That late-night moment pushed me to ask a practical question. Who actually wrote this, and when? Additionally, why does it keep resurfacing during public scandals and private heartbreak? What follows tracks the quote’s documented trail, plus the reasons it keeps changing shape.

Why this quote feels “old,” even when it isn’t

The quote sounds like folk wisdom because it uses balanced opposites. It pairs “remember” with “forget,” then flips them for emphasis. As a result, it feels like something a grandparent might say. However, that “timeless” feel often hides a modern print history. Many readers label it “Irish,” yet the earliest solid newspaper appearances point to the United States.

The structure also invites repetition in speeches and toasts. For example, the line works in a wedding, a retirement card, or a political rally. Therefore, people copy it fast and rarely check origins. That copying creates a fog of attribution.

Earliest known appearance in print (and what we can actually prove)

The strongest early anchor comes from a 1936 newspaper printing. A Pennsylvania paper ran the verse under a simple “Remember” heading.

That 1936 version already contains the core idea. It tells you to forget untrue friends. Then it tells you to remember loyal ones. Importantly, the verse appears in a finished, polished form. So, the author likely wrote it earlier, even if we lack that first draft.

You can also see the quote’s “card-ready” rhythm. Each line carries a similar beat. Additionally, the internal contrast makes it easy to memorize. Those features help explain why printers kept reusing it.

Historical context: why “remember/forget” wordplay surged in the early 1900s

Writers loved memory puzzles in early twentieth-century columns. Columnists often treated language as a game. In 1915, a newspaper piece in Ohio showcased a long, tangled “remember” and “forget” sentence as a kind of joke.

That 1915 item does not match the later verse. However, it proves the wordplay already circulated as entertainment. Therefore, a short, lyrical version fit the era’s taste. People wanted clever lines that also sounded wise.

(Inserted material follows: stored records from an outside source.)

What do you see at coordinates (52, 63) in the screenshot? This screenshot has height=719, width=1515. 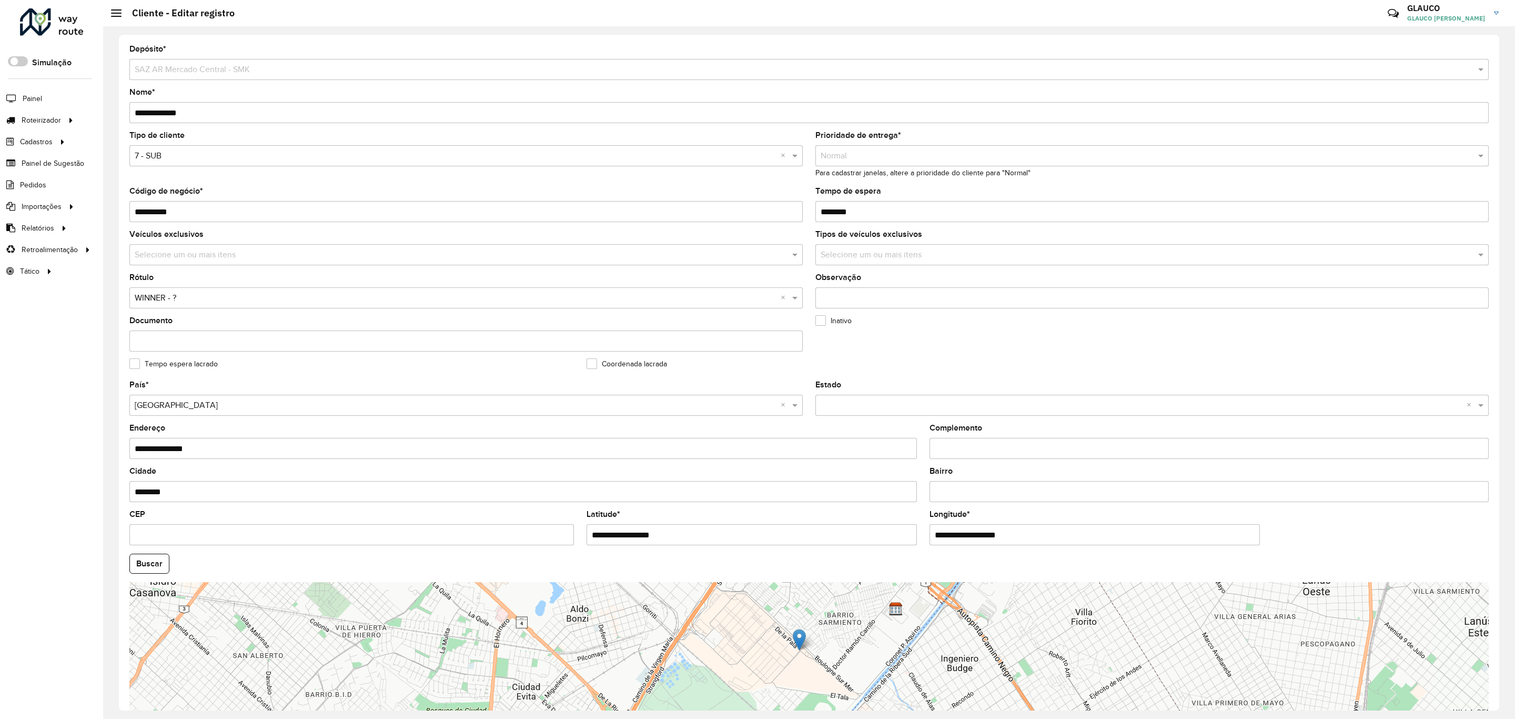 I see `label: Simulação` at bounding box center [52, 63].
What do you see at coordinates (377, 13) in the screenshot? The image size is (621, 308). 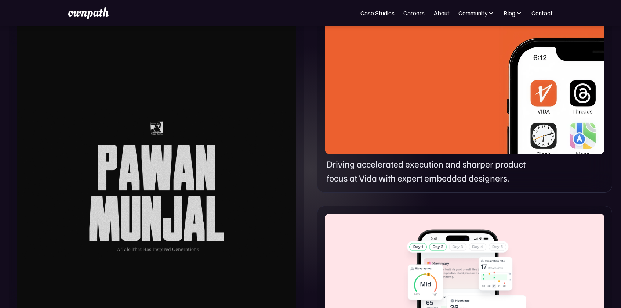 I see `a: Case Studies` at bounding box center [377, 13].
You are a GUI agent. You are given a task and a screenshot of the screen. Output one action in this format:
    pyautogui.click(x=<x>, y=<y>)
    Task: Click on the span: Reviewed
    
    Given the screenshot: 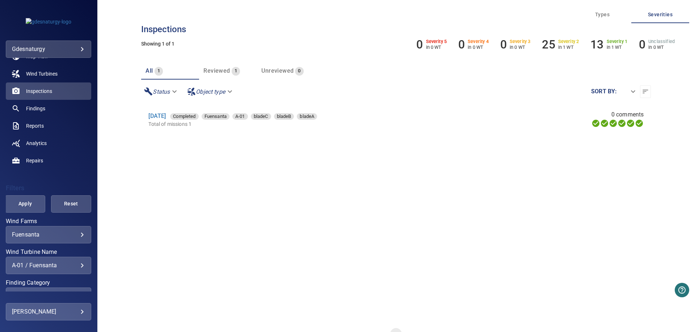 What is the action you would take?
    pyautogui.click(x=217, y=71)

Meanwhile, sentimental poetry thrived in local papers. In 1922, a North Carolina poem used the “friends proved untrue” idea in a different rhyme about a mother’s steady love.

So, by the 1920s, two ingredients already sat in the culture. First, writers toyed with remember/forget inversions. Second, papers printed moral verses about loyalty. The famous line later fused those ingredients into one portable stanza.

How the quote evolved into a multi-stanza poem

Many people share the quote as a single couplet today. Yet printers often published it as a three-part poem. One common version adds lines about sadness and gladness. Another adds troubles passing away and blessings arriving each day.

Those extra stanzas change the tone. The friendship stanza feels sharp and social. In contrast, the sadness and blessings stanzas feel like daily journaling advice. Therefore, editors could tailor the poem to a page theme.

A 1940 college newspaper printed two stanzas under a “Cheerful Letter” label, without naming an author.

That detail matters because it shows how attribution slipped. Once a poem enters “filler” space, it travels without a signature. Additionally, editors often trimmed stanzas to fit a column. Each trim produced a new “official” version.

Variations you’ll see today (and why each one exists)

You will spot small swaps in the final line. Some versions say “stuck by you.” Others say “stood by you.” Another printing used “stuck to you,” which shifts the meaning slightly.

These changes often come from editors, not poets. “Stood by you” sounds more formal and biblical. “Stuck by you” sounds conversational and modern. Therefore, a columnist might choose whichever fits their audience.

You will also see punctuation shifts. Some versions use commas and line breaks for toast-like pacing. Others compress everything into one sentence for greeting cards. Additionally, social media posts often drop capitalization, which makes it look like a proverb.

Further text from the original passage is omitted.